I am reading an ssreflect tutorial that reads :
Below we prove ... by translating the propositional statement into its Boolean counterpart, which is easy to prove with brute force. This method of proof is called reflection. The design of ssreflects allows and ssreflects spirit recommends the widespread use of such a technique.
Does this (reflection) mean that ssreflect suggests excluded middle ( forall A:Prop, A \/ ~A)?
This seems to be the case because all the booleans satisfy EM. If so, it would be a big guess to make the following ssreflect style.
In addition, I do not quite understand the "local" or "small-scale" part of it:
Since it is usually used locally to efficiently manage small pieces of evidence (instead of being used in a general evidence structure), this is called small-scale reflection, therefore the name is ssreflect.
What do the small parts mean against. general evidence structure. Is this an assumption that we can sometimes use EM locally without harm, and not use EM at all? in general, or does the area here mean something else?
In addition, I’m not experienced enough in Coq and don’t quite understand how this style of “brute force” in “Boolean colleagues” (mainly based on analysis casefrom what I read so far) is more effective than Coca’s vanilla way. For me, brute force is not very intuitive and it is not easy to guess in advance until you see the result.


## What you will do
Check each line of the material below, and copy it if it holds the string "JSON".

## Available data
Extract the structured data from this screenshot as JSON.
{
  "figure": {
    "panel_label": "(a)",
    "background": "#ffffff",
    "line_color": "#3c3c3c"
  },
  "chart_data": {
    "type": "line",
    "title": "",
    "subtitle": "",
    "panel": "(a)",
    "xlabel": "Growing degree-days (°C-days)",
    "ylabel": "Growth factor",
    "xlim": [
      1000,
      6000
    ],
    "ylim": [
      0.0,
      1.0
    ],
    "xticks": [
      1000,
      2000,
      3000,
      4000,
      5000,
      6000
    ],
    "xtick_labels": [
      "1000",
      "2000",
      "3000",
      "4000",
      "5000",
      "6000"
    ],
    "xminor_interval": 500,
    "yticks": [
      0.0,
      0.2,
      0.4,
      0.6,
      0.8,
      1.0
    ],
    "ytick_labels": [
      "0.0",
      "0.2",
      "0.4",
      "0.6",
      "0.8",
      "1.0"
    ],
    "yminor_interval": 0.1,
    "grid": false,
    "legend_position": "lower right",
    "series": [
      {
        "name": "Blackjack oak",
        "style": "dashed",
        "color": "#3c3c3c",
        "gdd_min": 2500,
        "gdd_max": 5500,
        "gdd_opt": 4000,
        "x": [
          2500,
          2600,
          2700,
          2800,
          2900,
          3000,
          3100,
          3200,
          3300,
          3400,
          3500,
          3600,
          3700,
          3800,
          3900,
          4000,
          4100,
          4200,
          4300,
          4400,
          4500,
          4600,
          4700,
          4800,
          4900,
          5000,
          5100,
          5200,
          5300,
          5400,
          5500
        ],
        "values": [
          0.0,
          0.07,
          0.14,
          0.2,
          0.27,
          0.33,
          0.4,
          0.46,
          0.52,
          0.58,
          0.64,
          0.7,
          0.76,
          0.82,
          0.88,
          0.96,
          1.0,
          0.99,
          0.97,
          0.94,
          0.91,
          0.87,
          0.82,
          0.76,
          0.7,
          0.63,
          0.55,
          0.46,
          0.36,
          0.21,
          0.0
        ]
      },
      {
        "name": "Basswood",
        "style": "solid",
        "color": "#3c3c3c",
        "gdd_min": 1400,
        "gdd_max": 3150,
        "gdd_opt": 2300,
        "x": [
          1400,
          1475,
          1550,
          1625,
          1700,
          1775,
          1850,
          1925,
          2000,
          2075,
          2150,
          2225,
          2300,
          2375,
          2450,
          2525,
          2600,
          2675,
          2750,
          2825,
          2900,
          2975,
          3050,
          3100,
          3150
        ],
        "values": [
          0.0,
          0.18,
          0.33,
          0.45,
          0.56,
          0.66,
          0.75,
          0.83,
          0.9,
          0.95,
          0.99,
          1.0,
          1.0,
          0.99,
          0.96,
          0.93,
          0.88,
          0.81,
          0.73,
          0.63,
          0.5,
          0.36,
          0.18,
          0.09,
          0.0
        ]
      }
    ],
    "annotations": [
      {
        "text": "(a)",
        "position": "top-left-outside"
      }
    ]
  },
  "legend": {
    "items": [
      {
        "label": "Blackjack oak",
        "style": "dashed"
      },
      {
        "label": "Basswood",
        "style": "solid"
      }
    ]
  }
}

--

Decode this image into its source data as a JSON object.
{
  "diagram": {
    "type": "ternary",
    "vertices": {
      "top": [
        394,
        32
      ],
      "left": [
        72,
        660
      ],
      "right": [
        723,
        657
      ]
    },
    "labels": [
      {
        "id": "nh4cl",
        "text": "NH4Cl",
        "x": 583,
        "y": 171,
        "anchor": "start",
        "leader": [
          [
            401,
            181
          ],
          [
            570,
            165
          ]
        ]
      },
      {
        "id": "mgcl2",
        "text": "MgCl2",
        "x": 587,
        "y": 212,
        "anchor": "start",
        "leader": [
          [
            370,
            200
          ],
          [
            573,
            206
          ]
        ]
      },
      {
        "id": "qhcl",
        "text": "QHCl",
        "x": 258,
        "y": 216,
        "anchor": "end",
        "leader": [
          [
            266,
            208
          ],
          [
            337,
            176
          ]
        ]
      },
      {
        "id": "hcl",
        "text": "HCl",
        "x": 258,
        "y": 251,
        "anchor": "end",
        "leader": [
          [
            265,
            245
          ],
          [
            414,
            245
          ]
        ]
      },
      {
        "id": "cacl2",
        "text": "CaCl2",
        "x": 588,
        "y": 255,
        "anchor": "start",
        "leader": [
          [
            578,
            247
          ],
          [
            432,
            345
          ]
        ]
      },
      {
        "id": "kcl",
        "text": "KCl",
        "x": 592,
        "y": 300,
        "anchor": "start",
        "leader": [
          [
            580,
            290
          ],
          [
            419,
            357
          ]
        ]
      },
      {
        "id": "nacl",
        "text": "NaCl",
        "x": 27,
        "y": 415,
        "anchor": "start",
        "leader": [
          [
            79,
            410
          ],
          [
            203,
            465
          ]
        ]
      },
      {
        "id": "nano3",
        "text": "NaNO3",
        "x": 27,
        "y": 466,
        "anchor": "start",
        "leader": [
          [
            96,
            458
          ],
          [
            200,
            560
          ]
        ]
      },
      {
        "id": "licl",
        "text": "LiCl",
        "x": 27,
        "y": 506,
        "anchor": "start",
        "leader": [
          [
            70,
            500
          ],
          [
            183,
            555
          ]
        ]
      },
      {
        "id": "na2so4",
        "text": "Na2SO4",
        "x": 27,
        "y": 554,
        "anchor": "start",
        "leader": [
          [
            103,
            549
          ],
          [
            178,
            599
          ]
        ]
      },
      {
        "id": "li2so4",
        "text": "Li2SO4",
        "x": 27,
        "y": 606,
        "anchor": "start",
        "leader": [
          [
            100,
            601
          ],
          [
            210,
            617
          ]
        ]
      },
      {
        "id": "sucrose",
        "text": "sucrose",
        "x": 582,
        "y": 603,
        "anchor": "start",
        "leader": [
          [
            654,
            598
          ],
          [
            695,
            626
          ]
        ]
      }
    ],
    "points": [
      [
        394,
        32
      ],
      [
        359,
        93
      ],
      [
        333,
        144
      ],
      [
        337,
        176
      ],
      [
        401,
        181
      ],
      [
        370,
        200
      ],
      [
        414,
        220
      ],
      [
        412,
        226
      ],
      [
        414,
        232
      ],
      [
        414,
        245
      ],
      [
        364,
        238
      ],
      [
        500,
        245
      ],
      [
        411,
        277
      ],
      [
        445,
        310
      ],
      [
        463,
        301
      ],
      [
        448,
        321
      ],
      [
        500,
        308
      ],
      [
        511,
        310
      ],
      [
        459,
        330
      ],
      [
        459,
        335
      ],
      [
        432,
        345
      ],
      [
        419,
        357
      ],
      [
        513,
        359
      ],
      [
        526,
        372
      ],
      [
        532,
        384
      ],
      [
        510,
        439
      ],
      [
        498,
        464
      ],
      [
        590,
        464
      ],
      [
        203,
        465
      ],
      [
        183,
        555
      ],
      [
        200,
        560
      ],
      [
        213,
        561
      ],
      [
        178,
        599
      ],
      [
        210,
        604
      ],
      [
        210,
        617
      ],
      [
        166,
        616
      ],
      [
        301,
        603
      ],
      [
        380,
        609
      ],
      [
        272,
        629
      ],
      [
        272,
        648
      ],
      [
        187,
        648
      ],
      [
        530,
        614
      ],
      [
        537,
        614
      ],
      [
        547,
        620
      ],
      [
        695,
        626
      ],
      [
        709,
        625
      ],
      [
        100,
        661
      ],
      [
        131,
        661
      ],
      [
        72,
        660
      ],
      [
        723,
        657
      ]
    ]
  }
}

--

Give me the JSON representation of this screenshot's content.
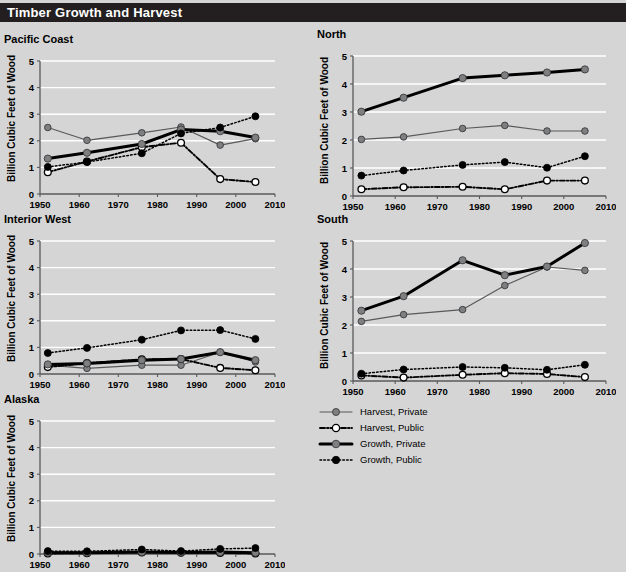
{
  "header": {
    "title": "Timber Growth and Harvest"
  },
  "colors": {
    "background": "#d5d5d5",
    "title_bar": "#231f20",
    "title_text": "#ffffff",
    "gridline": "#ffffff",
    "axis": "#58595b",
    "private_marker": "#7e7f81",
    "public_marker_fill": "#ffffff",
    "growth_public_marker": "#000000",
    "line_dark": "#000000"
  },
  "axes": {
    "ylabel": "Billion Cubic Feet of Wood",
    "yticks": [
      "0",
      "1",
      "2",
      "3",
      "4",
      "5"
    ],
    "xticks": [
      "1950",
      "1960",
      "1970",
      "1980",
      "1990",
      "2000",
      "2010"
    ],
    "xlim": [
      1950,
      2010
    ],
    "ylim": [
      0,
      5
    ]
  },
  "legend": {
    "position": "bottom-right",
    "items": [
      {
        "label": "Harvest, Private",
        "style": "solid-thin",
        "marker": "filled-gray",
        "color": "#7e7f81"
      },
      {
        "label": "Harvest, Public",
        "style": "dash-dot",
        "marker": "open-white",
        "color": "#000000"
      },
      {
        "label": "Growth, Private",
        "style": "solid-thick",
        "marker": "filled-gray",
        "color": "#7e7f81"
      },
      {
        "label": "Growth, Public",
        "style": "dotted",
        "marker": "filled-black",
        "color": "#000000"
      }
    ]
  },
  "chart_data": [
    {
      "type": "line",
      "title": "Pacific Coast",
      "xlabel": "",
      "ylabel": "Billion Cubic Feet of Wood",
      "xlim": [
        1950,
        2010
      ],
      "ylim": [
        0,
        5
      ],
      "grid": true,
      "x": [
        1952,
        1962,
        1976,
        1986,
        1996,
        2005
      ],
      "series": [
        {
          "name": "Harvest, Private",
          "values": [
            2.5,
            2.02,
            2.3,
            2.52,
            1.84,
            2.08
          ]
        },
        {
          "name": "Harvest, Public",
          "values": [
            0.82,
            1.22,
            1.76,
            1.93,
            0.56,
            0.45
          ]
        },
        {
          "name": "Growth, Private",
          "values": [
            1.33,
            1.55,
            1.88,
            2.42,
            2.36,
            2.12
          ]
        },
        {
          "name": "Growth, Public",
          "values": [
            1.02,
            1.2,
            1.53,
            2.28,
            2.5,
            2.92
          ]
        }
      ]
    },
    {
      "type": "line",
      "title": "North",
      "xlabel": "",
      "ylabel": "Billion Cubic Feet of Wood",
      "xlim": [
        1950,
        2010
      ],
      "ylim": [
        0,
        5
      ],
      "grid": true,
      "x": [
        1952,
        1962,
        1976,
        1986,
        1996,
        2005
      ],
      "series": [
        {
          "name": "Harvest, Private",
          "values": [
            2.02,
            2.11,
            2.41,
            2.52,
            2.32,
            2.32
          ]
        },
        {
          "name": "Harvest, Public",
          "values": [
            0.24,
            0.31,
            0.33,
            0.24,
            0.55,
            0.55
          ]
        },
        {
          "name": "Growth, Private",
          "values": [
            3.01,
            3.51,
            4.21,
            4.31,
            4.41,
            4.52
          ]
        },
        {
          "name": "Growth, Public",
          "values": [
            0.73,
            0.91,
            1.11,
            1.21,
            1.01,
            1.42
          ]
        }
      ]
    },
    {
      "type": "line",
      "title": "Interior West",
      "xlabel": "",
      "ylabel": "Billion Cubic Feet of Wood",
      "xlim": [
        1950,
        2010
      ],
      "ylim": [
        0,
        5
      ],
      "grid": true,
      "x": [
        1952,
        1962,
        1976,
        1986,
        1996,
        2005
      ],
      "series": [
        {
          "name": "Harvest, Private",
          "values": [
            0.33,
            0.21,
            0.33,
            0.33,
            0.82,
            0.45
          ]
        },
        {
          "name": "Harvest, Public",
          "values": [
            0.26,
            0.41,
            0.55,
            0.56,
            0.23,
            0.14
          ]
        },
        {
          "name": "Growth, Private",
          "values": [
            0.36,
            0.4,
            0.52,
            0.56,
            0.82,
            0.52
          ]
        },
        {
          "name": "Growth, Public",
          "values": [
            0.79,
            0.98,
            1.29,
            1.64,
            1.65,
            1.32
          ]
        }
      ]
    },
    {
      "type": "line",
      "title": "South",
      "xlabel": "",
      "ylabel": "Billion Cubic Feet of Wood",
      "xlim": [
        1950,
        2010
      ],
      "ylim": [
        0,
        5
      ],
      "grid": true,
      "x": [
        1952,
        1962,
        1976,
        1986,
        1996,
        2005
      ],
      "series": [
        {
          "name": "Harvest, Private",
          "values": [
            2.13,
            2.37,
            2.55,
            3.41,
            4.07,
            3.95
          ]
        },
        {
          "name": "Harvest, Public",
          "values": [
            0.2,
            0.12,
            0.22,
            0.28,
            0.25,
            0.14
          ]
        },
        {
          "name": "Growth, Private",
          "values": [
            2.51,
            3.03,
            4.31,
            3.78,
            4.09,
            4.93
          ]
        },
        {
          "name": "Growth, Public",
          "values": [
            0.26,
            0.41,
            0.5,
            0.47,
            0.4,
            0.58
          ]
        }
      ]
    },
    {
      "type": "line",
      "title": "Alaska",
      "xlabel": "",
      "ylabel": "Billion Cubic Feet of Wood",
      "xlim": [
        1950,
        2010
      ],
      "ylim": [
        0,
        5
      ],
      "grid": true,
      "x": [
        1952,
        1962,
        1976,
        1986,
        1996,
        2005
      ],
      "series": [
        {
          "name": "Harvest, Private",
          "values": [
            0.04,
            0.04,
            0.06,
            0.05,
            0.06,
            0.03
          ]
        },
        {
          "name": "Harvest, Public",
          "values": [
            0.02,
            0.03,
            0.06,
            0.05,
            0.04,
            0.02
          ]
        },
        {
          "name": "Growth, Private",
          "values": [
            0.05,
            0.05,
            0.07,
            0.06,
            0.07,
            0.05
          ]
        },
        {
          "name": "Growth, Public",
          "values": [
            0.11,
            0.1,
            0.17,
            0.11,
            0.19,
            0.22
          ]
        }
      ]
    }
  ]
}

## Answer to this exercise
Extract the structured data from this screenshot as JSON.
Decode this image into its source data as a JSON object.
Give me the JSON representation of this screenshot's content.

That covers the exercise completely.